Ms Dunn's attorney, Jim Bros-nahan, said the charges "are being brought against the wrong person at the wrong time and for the wrong reasons. They are the culmination of a well-financed and highly orchestrated disinformation campaign".

Charged along with Ms Dunn and Mr Hunsaker (41), were Boston security contractor Ronald R DeLia (56), and private investigators Bryan Wagner (29), with an address in Colorado, and Matthew Depante (27), manager of Action Research Group of Melbourne, Florida.

They were accused of participating in a long-running HP surveillance operation that involved the use of false pretences to gain access to personal phone records of HP board members, journalists and their families - a practice known as "pretexting".
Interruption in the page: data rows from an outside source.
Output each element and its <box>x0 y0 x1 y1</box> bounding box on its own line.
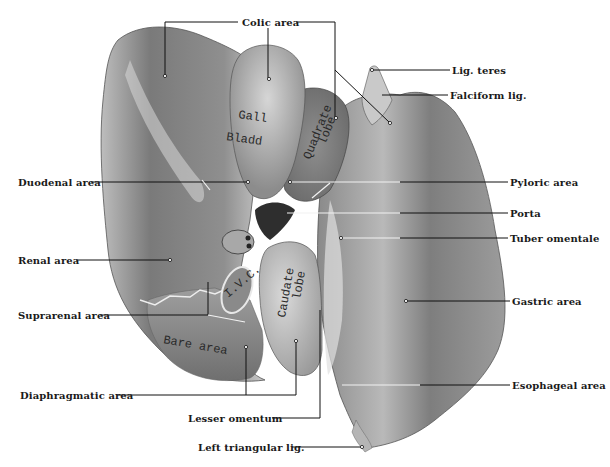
label-duodenal-area: Duodenal area <box>18 177 101 188</box>
liver-anatomy-figure: Gall Bladd Quadrate lobe Caudate lobe Ba… <box>0 0 610 467</box>
portal-vessel-stump <box>222 230 254 254</box>
label-suprarenal-area: Suprarenal area <box>18 310 110 321</box>
label-renal-area: Renal area <box>18 255 80 266</box>
vessel-lumen <box>247 244 252 249</box>
vessel-lumen <box>246 236 251 241</box>
liver-body <box>101 27 505 452</box>
label-gastric-area: Gastric area <box>512 296 582 307</box>
label-lig-teres: Lig. teres <box>452 65 506 76</box>
label-lesser-omentum: Lesser omentum <box>188 413 283 424</box>
label-tuber-omentale: Tuber omentale <box>510 233 599 244</box>
label-falciform-lig: Falciform lig. <box>450 90 527 101</box>
label-pyloric-area: Pyloric area <box>510 177 579 188</box>
label-esophageal-area: Esophageal area <box>512 380 606 391</box>
label-colic-area: Colic area <box>242 17 300 28</box>
label-left-triangular-lig: Left triangular lig. <box>198 442 305 453</box>
label-porta: Porta <box>510 208 541 219</box>
label-diaphragmatic-area: Diaphragmatic area <box>20 390 134 401</box>
porta-region <box>255 203 295 241</box>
Each was charged with fraudulent wire communications, wrongful use of computer data, identity theft, and conspiracy to commit those three crimes. The complaint alleges that the defendants used "false and fraudulent pretences" to obtain confidential information from a phone company, including billing records, belonging to 12 people.
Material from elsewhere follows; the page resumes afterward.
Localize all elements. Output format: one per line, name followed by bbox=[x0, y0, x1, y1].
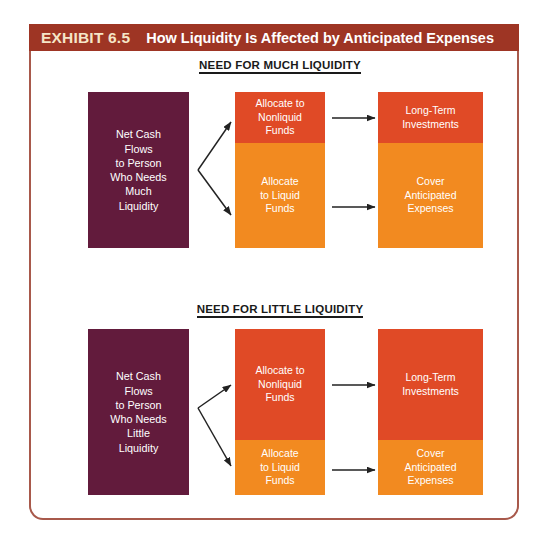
exhibit-frame bbox=[29, 24, 519, 520]
exhibit-label: EXHIBIT 6.5 bbox=[41, 29, 130, 47]
exhibit-header: EXHIBIT 6.5 How Liquidity Is Affected by… bbox=[29, 24, 519, 51]
exhibit-title: How Liquidity Is Affected by Anticipated… bbox=[146, 30, 494, 46]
Ms Dunn, who first stepped down as chairwoman and then resigned from the board last month, repeatedly has said she was given assurances that the methods used in the leak probe were legal.

The criminal charges come a few days after Ms Dunn, Mr Hunsaker and the company's chairman and chief executive, Mark Hurd, appeared before a congressional investigative subcommittee to answer questions about the surveillance methods HP used.

The tactics included following or watching board members, journalists and their family members at home and at conferences, and conducting a sting operation on a reporter.

The two-phase spying operation began in 2005 and ended this past spring.

According to court papers filed on Wednesday, the telephone, fax and mobile phone accounts of more than 24 people were accessed in the HP probe.

HP's investigators reviewed 33 months of phone records and about 1,750 calls from 590 telephone numbers.